Review: Machine by Susan Steinberg

“at times you want to ask for forgiveness; but you don’t know forgiveness from what; and you don’t know who you’re asking it from; but at times you feel like you’ve done something wrong; you feel the need to be absolved;”

Machine – published by Pushkin Press ONE, August 6th 2020

A haunting story of guilt and blame in the wake of a drowning, the first novel by the author of Spectacle

Susan Steinberg’s first novel, Machine, is a dazzling and innovative leap forward for a writer whose most recent book, Spectacle, gained her a rapturous following. Machine revolves around a group of teenagers—both locals and wealthy out-of-towners—during a single summer at the shore. Steinberg captures the pressures and demands of this world in a voice that effortlessly slides from collective to singular, as one girl recounts a night on which another girl drowned. Hoping to assuage her guilt and evade a similar fate, she pieces together the details of this tragedy, as well as the breakdown of her own family, and learns that no one, not even she, is blameless.

A daring stylist, Steinberg contrasts semicolon-studded sentences with short lines that race down the page. This restless approach gains focus and power through a sharply drawn narrative that ferociously interrogates gender, class, privilege, and the disintegration of identity in the shadow of trauma. Machine is the kind of novel—relentless and bold—that only Susan Steinberg could have written.

Find it on Goodreads.

Verdict: Incredible prose, wonderful structure, slightly too vague maybe..

Rating: 4 out of 5.

A girl is dead. She died by drowning at night while the rich kids kept partying on around her. This event is one of many that make the main character’s summer one that chances everything about her life. Still, the dead girl is incidental to the central narrative, even though it grounds the book as main character cannot seem to see outside her own head. Set during the summer in a coastal town, this book deals with trauma and privilege and guilt and toxic masculinity.

The book is told mostly in short, fragmented sentences, seperated from each other by semi-colons – and for me this prose choice made the book compulsively readable and stronger than it would have otherwise been. I am a sucker for interesting stylistic choices and for books told unchronologically – which this was, going backward and forward in time, talking about things that happened or that could have happened or that might still happen. This is not a book for everyone – but it was very much my kind of thing. The characters are all deeply, deeply unlikable and as we stay closely in the unnamed narrator’s head, nobody except for her is fully fleshed out. The book remains vague but purposefully so – for me this worked because I always felt like the author knew what she was doing. I trusted her to lead me through the labyrinthian narrative and I thought she stuck the landing in a way that made this a very satisfying reading experience.

Content warnings: death by drowning, drug abuse, underage drinking, sexual assault, domestic abuse, psychological abuse

I received an ARC of this book courtesy of NetGalley and the publisher in exchange for an honest review.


- [Task to complete]:
Every line of the records counts; transcribe each one exactly.

** Opening Entries supplied block **

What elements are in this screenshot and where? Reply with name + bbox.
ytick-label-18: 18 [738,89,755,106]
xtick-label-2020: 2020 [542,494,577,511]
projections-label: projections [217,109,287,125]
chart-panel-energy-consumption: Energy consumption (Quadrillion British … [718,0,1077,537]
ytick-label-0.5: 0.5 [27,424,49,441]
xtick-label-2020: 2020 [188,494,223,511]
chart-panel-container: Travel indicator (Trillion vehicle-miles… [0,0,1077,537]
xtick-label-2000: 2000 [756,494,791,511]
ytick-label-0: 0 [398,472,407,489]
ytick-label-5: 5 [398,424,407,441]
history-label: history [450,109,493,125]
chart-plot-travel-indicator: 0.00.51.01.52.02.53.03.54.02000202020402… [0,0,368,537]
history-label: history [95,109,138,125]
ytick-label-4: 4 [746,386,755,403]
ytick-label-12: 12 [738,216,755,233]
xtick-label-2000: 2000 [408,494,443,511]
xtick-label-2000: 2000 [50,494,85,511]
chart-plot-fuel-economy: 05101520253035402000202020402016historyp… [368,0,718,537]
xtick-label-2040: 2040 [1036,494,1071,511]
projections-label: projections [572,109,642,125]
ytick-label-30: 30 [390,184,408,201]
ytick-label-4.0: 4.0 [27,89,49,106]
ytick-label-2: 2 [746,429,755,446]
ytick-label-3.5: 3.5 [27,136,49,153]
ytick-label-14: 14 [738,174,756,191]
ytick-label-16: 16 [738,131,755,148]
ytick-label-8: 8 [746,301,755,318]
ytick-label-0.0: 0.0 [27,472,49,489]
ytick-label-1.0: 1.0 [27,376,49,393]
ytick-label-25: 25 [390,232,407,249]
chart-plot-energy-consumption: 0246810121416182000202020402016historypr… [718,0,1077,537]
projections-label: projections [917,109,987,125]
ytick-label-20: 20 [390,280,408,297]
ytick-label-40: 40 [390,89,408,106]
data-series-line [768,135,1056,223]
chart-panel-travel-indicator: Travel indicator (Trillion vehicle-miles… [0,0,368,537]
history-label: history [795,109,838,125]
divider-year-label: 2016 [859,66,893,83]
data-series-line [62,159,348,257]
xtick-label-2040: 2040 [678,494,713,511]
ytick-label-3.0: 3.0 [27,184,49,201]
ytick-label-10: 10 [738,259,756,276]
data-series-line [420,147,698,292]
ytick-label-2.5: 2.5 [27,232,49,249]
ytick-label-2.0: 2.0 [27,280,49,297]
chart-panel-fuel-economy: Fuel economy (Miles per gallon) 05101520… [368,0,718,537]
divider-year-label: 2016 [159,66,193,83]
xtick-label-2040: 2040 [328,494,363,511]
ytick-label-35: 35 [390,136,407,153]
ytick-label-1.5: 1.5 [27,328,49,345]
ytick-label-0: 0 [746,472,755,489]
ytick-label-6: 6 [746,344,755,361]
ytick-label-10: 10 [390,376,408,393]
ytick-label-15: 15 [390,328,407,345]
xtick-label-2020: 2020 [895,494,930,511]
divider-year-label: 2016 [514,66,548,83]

** Closing Entries supplied block **

- [Reply to the task]:
What elements are in this screenshot and where? Reply with name + bbox.
ytick-label-18: 18 [738,89,755,106]
xtick-label-2020: 2020 [542,494,577,511]
projections-label: projections [217,109,287,125]
chart-panel-energy-consumption: Energy consumption (Quadrillion British … [718,0,1077,537]
ytick-label-0.5: 0.5 [27,424,49,441]
xtick-label-2020: 2020 [188,494,223,511]
chart-panel-container: Travel indicator (Trillion vehicle-miles… [0,0,1077,537]
xtick-label-2000: 2000 [756,494,791,511]
ytick-label-0: 0 [398,472,407,489]
ytick-label-5: 5 [398,424,407,441]
history-label: history [450,109,493,125]
chart-plot-travel-indicator: 0.00.51.01.52.02.53.03.54.02000202020402… [0,0,368,537]
history-label: history [95,109,138,125]
ytick-label-4: 4 [746,386,755,403]
ytick-label-12: 12 [738,216,755,233]
xtick-label-2000: 2000 [408,494,443,511]
xtick-label-2000: 2000 [50,494,85,511]
chart-plot-fuel-economy: 05101520253035402000202020402016historyp… [368,0,718,537]
xtick-label-2040: 2040 [1036,494,1071,511]
projections-label: projections [572,109,642,125]
ytick-label-30: 30 [390,184,408,201]
ytick-label-4.0: 4.0 [27,89,49,106]
ytick-label-2: 2 [746,429,755,446]
ytick-label-3.5: 3.5 [27,136,49,153]
ytick-label-14: 14 [738,174,756,191]
ytick-label-16: 16 [738,131,755,148]
ytick-label-8: 8 [746,301,755,318]
ytick-label-0.0: 0.0 [27,472,49,489]
ytick-label-1.0: 1.0 [27,376,49,393]
ytick-label-25: 25 [390,232,407,249]
chart-plot-energy-consumption: 0246810121416182000202020402016historypr… [718,0,1077,537]
projections-label: projections [917,109,987,125]
ytick-label-20: 20 [390,280,408,297]
ytick-label-40: 40 [390,89,408,106]
data-series-line [768,135,1056,223]
chart-panel-travel-indicator: Travel indicator (Trillion vehicle-miles… [0,0,368,537]
history-label: history [795,109,838,125]
divider-year-label: 2016 [859,66,893,83]
data-series-line [62,159,348,257]
xtick-label-2040: 2040 [678,494,713,511]
ytick-label-3.0: 3.0 [27,184,49,201]
ytick-label-10: 10 [738,259,756,276]
data-series-line [420,147,698,292]
ytick-label-2.5: 2.5 [27,232,49,249]
ytick-label-2.0: 2.0 [27,280,49,297]
chart-panel-fuel-economy: Fuel economy (Miles per gallon) 05101520… [368,0,718,537]
divider-year-label: 2016 [159,66,193,83]
xtick-label-2040: 2040 [328,494,363,511]
ytick-label-35: 35 [390,136,407,153]
ytick-label-1.5: 1.5 [27,328,49,345]
ytick-label-0: 0 [746,472,755,489]
ytick-label-6: 6 [746,344,755,361]
ytick-label-10: 10 [390,376,408,393]
ytick-label-15: 15 [390,328,407,345]
xtick-label-2020: 2020 [895,494,930,511]
divider-year-label: 2016 [514,66,548,83]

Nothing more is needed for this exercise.